Steven Brust, The Viscount of Adrilankha

Making people laugh is the lowest form of comedy.

Kids these days, they have it so easy. Why, Michael O’Donoghue had to mock My Lai and savage Laraine Newman and make the Mormon Tabernacle choir scream in agony and die of a massive cerebral hemorrhage, obscure and half-remembered, to soldier through the sort of shocked silences Stephen Colbert got just by standing up in front of the president and the press and telling the fucking truth. —What does it mean that it isn’t our journalists anymore but our comedians who afflict the comfortable and comfort the afflicted? Pretty much what it always has, I guess. At least someone’s making an effort.

First, they win. Then we attack them. Then we laugh at them. Then we ignore them…

The 101st Fighting Keyboardists.

My sweet suffering Christ, they’re playing the role of the unjustly oppressed right to the bitter hilt. That right there above, ladies and gentlemen, is an attempt by the supporters of preemptive war, the apologists for torture, the real men who go to Caracas, to reclaim the word “chickenhawk.” Maybe white boy can’t say “nigga,” but that is finally once and for all okay: he can now bellow “My Yellaphant!” with pride.

(Cap’n Ed even went the “Webster’s defines ‘chickenhawk’ as” route:

When we looked into it, it turns out that the chicken hawk is a pretty impressive predator. It’s the largest of its family. This species vigorously defends its territory, getting even more aggressive when the conditions get harshest. It adapts to all climates. Most impressively, it feeds on chickens, mice, and rats.
Make of that what you will.

(Well. I can make a hat, or a brooch, or a pterodactyl, or a mighty fascist-looking eagle displayed on a field of gules, you eliminationist twerp.)

A new broom sweeps clean.

A new broom, indeed.
They say I worry too much. Do I worry too much? I’m worrying too much, aren’t I.

That woman.

Yes, she’s a horrible, soulless monster. Yes, her latest “book” is an insult to millennia of literate endeavor. But my God, do you have to keep posting those photos of her in your blogs? —Every time you say her name, you feed the dead light in her eyes, and Baby Jesus is forced to strangle another frolicking kitten. (Also, the man-hands jokes, and the bits about the Adam’s apple? Not getting funnier every time you tell them. Hate to be brutal, but.)

Go, and do thou likewise.

According to Susan Tully of the Federation for American Immigration Reform (FAIR), many Roman Catholics are unhappy with their church leaders who, like Mahony, advocate for illegal aliens. “I am a Catholic, and there’s a whole bunch of us who are calling for a boycott of the Catholic Church,” she says.
“In other words,” Tully explains, “we’re telling other Catholics, ‘If you want to go to church to receive communion and a service or whatever, that would be fine, but do not financially support [the church].” And as for Cardinal Mahony, she contends, it is important for church members to remember what is truly motivating him.
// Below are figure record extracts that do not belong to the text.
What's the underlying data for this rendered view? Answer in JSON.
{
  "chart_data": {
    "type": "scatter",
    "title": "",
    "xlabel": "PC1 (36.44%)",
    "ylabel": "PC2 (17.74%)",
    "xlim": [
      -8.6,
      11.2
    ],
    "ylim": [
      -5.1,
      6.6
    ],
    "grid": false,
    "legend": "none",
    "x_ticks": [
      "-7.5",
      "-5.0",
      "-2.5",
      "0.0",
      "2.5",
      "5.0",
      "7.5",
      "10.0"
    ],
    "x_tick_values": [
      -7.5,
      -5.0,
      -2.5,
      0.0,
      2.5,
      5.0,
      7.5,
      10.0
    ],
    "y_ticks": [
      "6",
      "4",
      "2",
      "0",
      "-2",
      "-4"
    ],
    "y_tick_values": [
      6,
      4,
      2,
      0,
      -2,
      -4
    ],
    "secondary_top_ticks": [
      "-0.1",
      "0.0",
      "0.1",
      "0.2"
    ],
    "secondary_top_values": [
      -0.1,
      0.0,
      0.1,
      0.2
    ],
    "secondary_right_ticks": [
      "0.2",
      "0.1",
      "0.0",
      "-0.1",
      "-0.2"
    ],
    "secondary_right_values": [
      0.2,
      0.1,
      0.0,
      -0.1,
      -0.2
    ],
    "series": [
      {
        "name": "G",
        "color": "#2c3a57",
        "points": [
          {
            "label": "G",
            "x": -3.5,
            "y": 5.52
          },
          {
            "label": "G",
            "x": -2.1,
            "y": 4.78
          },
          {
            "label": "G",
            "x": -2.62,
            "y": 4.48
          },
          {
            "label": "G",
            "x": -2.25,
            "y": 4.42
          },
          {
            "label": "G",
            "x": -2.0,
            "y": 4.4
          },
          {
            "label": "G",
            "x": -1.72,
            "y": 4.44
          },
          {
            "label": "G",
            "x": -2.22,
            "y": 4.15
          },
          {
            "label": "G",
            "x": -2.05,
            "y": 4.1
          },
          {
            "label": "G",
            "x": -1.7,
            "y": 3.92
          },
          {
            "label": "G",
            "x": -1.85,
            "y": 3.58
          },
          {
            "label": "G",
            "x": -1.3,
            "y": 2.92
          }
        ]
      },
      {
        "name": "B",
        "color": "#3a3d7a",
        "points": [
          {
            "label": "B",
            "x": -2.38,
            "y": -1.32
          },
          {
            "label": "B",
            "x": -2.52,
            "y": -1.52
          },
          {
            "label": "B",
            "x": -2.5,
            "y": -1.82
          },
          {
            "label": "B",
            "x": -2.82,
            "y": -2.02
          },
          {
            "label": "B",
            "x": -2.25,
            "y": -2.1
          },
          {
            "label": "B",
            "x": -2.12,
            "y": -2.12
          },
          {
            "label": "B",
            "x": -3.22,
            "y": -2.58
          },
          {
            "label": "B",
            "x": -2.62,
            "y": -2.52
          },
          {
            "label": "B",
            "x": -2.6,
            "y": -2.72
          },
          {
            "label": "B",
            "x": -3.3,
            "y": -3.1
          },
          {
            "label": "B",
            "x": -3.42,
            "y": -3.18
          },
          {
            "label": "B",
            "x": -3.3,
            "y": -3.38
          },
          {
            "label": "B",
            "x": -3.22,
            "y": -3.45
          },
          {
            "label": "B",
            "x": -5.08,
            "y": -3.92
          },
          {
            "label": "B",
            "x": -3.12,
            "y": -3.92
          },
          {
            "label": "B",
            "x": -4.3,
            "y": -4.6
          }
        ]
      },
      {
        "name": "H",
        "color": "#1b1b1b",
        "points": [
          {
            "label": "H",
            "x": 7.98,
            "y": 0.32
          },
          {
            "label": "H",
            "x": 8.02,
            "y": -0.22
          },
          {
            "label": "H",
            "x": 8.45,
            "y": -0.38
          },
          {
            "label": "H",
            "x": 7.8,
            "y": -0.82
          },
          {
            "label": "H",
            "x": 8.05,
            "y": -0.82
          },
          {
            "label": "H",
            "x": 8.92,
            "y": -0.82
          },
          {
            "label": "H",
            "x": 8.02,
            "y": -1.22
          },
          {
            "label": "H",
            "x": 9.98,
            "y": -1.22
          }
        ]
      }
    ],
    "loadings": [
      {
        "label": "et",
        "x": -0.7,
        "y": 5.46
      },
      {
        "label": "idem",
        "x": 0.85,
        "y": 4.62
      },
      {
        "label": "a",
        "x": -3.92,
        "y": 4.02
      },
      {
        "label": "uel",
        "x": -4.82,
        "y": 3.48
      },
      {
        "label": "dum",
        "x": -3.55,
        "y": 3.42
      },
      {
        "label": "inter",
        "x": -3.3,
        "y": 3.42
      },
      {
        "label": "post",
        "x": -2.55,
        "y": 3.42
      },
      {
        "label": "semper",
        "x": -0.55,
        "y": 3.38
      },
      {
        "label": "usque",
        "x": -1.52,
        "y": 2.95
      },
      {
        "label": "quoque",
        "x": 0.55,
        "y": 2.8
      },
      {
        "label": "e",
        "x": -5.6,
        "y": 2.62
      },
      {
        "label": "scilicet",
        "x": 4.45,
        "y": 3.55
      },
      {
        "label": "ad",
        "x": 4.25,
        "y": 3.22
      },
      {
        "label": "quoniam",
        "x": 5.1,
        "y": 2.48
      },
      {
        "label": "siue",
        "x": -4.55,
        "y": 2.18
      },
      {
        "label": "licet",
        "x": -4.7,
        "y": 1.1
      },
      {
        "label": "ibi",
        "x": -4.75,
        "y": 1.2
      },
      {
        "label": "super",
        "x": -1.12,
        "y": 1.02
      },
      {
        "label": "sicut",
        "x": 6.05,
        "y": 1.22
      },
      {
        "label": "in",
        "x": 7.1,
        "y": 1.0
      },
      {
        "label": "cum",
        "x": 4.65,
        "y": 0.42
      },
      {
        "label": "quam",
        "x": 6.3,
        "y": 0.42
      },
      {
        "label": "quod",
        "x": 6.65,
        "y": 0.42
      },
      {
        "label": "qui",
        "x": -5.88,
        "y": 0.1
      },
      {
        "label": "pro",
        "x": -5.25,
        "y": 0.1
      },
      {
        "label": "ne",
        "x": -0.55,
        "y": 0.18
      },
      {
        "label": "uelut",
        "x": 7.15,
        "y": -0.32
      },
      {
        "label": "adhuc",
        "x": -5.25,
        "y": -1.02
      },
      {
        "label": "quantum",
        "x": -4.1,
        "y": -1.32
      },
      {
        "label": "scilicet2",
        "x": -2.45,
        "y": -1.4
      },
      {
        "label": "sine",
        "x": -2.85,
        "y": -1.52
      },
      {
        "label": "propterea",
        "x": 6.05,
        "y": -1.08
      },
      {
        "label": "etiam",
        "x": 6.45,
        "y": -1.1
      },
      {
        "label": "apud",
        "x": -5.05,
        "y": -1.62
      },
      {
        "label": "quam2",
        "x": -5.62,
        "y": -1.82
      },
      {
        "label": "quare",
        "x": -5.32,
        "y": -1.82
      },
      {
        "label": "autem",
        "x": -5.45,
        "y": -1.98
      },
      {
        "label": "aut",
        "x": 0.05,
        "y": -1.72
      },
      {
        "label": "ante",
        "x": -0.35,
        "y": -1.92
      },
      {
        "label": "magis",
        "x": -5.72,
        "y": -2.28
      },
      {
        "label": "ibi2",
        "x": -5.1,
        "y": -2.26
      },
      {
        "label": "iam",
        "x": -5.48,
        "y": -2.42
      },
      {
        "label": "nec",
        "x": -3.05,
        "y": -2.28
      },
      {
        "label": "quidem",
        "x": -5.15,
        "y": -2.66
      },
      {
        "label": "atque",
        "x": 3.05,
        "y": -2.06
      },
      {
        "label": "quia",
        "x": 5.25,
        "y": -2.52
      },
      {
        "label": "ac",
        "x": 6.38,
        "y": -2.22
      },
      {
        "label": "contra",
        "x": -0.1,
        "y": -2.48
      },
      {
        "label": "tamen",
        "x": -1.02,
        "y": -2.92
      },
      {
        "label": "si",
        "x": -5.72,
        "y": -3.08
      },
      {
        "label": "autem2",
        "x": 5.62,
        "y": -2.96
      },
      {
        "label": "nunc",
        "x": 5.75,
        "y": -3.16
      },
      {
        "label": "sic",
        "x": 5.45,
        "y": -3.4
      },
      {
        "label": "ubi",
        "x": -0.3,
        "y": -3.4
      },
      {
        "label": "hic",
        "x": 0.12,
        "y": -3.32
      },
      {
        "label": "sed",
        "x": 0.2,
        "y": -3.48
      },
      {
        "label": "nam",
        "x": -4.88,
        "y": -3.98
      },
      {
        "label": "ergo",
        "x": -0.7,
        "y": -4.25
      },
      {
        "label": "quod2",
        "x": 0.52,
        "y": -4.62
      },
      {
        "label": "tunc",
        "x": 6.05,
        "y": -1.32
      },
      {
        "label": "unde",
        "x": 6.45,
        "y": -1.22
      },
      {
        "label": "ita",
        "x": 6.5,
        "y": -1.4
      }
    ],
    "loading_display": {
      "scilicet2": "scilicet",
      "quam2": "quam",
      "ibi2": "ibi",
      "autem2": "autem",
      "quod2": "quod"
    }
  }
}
—“Activist Urges Boycott of Catholic Leaders Who Support Illegal Aliens,” Agape Press

And, behold, a certain lawyer stood up, and tempted him, saying, Master, what shall I do to inherit eternal life?
He said unto him, What is written in the law? how readest thou?
And he answering said, Thou shalt love the Lord thy God with all thy heart, and with all thy soul, and with all thy strength, and with all thy mind; and thy neighbour as thyself.
And he said unto him, Thou hast answered right: this do, and thou shalt live.
But he, willing to justify himself, said unto Jesus, And who is my neighbour?